We are pleased to present Pinaree Sanpitak’s second solo exhibition with Tyler Rollins Fine Art, taking place from April 19 through June 1, 2012. Pinaree is one of the most compelling and respected Thai artists of her generation, and her work can be counted among the most powerful explorations of women’s experience in all of Southeast Asia. For well over twenty years, her primary inspiration has been the female body, distilled to its most basic forms and imbued with an ethereal spirituality.
Entitled Hanging by a Thread, the exhibition centers on a installation of the same title that is the artist’s response to the recent flooding in Bangkok, where she lives and works. Using traditional Thai printed cotton Paa-Lai fabrics of the type that were included in the royal sponsored relief bags, Pinaree has constructed a group of woven hammocks that will be suspended in the gallery from slender threads. These quite, cocoon-like forms evoke a sense of nurturing, refuge, and contemplation, as well as the precariousness of life. Pinaree explains that “the Paa-Lai hammocks represent the situation of precarious times balancing traditional and modern values. The hammocks are presence of the body, bare and contemplating. The body waiting to slow down. The body floating. The body just hanging by a thread. Thus a situation I believe we all share.” Also included in the exhibition is Bare Silhouettes, a new series of embroidered works on silk panels that reference Pinaree’s 1998-99 Womanly Abstract series through the bare female form of these simple patterns.
The Chrysler Museum of Art in Norfolk, Virginia, will present a solo exhibition of Pinaree’s work from October 10 to December 30, 2012, featuring her large-scale installation, Temporary Insanity. Also this year, she will participate in the 18th Biennale of Sydney (June 27 – September 16, 2012), with a major installation at the new wing of the Museum of Contemporary Art Australia. The biennale announcement explains: “An expansive new double-height space will be dedicated to a work by Pinaree Sanpitak, one of Thailand’s few internationally recognized female artists. Sanpitak presents Anything Can Break (2011), an installation of hundreds of origami cubes and breast-shaped glass clouds suspended from the ceiling. Illuminated by fibre optics, the cubes and clouds are lined with motion sensors that trigger music in response to the audience’s movement.”
Pinaree’s work has been featured in numerous museum exhibitions in Asia and Europe during the past twenty years, and she has participated in major biennials in Australia, Italy, Japan, and Korea. She presented her first New York solo exhibition, Quietly Floating, at Tyler Rollins Fine Art in March 2010. In 2011, she participated in a number of group exhibitions at museums around the world, including: Here / Not Here at the Asian Art Museum of San Francisco; Roundabout at City Gallery Wellington, New Zealand, and traveling to the Tel Aviv Museum of Art; and Negotiating Home, History, and Nation: Two Decades of Contemporary Art in Southeast Asia, 1991-2011 at the Singapore Art Museum. Her work was also featured in a solo exhibition, Body Borders, at the Art Center at Chulalongkorn University in Bangkok.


__Task brief__
Copy each line of the records below that mentions the word "tick".

__Records to use__
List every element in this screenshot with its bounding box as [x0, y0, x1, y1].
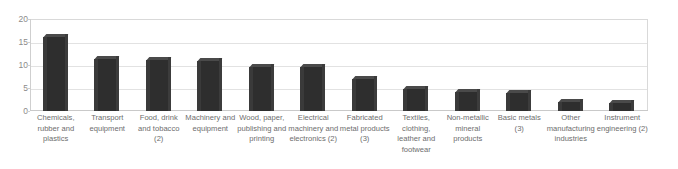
- bar[interactable]: [43, 37, 65, 111]
- bar-column[interactable]: [339, 19, 391, 111]
- x-axis-category-label: Electrical machinery and electronics (2): [288, 113, 340, 145]
- x-axis-category-label: Other manufacturing industries: [545, 113, 597, 145]
- bar-column[interactable]: [288, 19, 340, 111]
- bar-side-face: [580, 99, 583, 111]
- y-tick-mark-0: [27, 111, 30, 112]
- x-axis-category-label: Food, drink and tobacco (2): [133, 113, 185, 145]
- bar-column[interactable]: [442, 19, 494, 111]
- bar-face-highlight: [558, 102, 562, 111]
- y-tick-label-20: 20: [2, 15, 28, 24]
- bar-side-face: [477, 89, 480, 111]
- y-tick-label-5: 5: [2, 84, 28, 93]
- x-axis-category-label: Chemicals, rubber and plastics: [30, 113, 82, 145]
- y-tick-label-15: 15: [2, 38, 28, 47]
- bar-side-face: [425, 86, 428, 111]
- bar[interactable]: [455, 92, 477, 111]
- bar-face-highlight: [609, 103, 613, 111]
- bar-side-face: [168, 57, 171, 111]
- bar[interactable]: [609, 103, 631, 111]
- bar-side-face: [528, 90, 531, 111]
- bar-column[interactable]: [597, 19, 649, 111]
- bar-column[interactable]: [82, 19, 134, 111]
- bars-layer: [30, 19, 648, 111]
- x-axis-category-label: Instrument engineering (2): [597, 113, 649, 134]
- bar-side-face: [322, 64, 325, 111]
- bar-column[interactable]: [494, 19, 546, 111]
- x-axis-category-label: Non-metallic mineral products: [442, 113, 494, 145]
- x-axis-category-label: Transport equipment: [82, 113, 134, 134]
- bar-column[interactable]: [545, 19, 597, 111]
- x-axis-labels: Chemicals, rubber and plasticsTransport …: [30, 113, 648, 169]
- bar-side-face: [219, 58, 222, 111]
- y-tick-label-0: 0: [2, 107, 28, 116]
- bar-face-highlight: [455, 92, 459, 111]
- bar[interactable]: [558, 102, 580, 111]
- bar-face-highlight: [94, 59, 98, 111]
- bar-column[interactable]: [236, 19, 288, 111]
- x-axis-category-label: Wood, paper, publishing and printing: [236, 113, 288, 145]
- bar-column[interactable]: [185, 19, 237, 111]
- bar-face-highlight: [197, 61, 201, 111]
- bar-face-highlight: [352, 79, 356, 111]
- bar-column[interactable]: [30, 19, 82, 111]
- bar[interactable]: [94, 59, 116, 111]
- bar-column[interactable]: [133, 19, 185, 111]
- bar-face-highlight: [403, 89, 407, 111]
- bar-face-highlight: [300, 67, 304, 111]
- bar[interactable]: [146, 60, 168, 111]
- x-axis-category-label: Machinery and equipment: [185, 113, 237, 134]
- bar-side-face: [271, 64, 274, 111]
- bar-side-face: [631, 100, 634, 111]
- bar-side-face: [116, 56, 119, 111]
- bar[interactable]: [506, 93, 528, 111]
- bar-face-highlight: [249, 67, 253, 111]
- y-tick-label-10: 10: [2, 61, 28, 70]
- bar-face-highlight: [43, 37, 47, 111]
- bar-chart: 20151050 Chemicals, rubber and plasticsT…: [0, 0, 678, 169]
- bar[interactable]: [197, 61, 219, 111]
- bar-side-face: [374, 76, 377, 111]
- bar[interactable]: [249, 67, 271, 111]
- bar-column[interactable]: [391, 19, 443, 111]
- bar[interactable]: [352, 79, 374, 111]
- y-axis: 20151050: [0, 0, 28, 169]
- bar-face-highlight: [146, 60, 150, 111]
- bar[interactable]: [403, 89, 425, 111]
- bar-side-face: [65, 34, 68, 111]
- x-axis-category-label: Basic metals (3): [494, 113, 546, 134]
- x-axis-category-label: Textiles, clothing, leather and footwear: [391, 113, 443, 155]
- x-axis-category-label: Fabricated metal products (3): [339, 113, 391, 145]
- bar-face-highlight: [506, 93, 510, 111]
- bar[interactable]: [300, 67, 322, 111]
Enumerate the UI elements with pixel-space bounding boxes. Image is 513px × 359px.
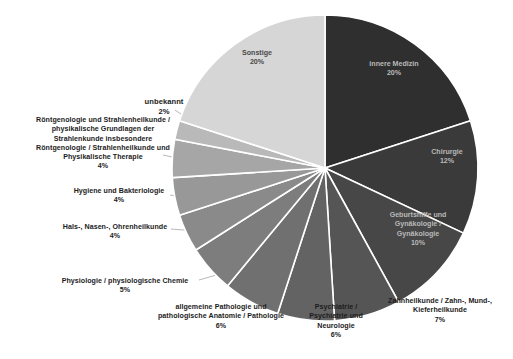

__Result of the exercise__
- y-tick-mark-0: [27, 111, 30, 112]
- y-tick-label-20: 20: [2, 15, 28, 24]
- y-tick-label-5: 5: [2, 84, 28, 93]
- y-tick-label-15: 15: [2, 38, 28, 47]
- y-tick-label-0: 0: [2, 107, 28, 116]
- y-tick-label-10: 10: [2, 61, 28, 70]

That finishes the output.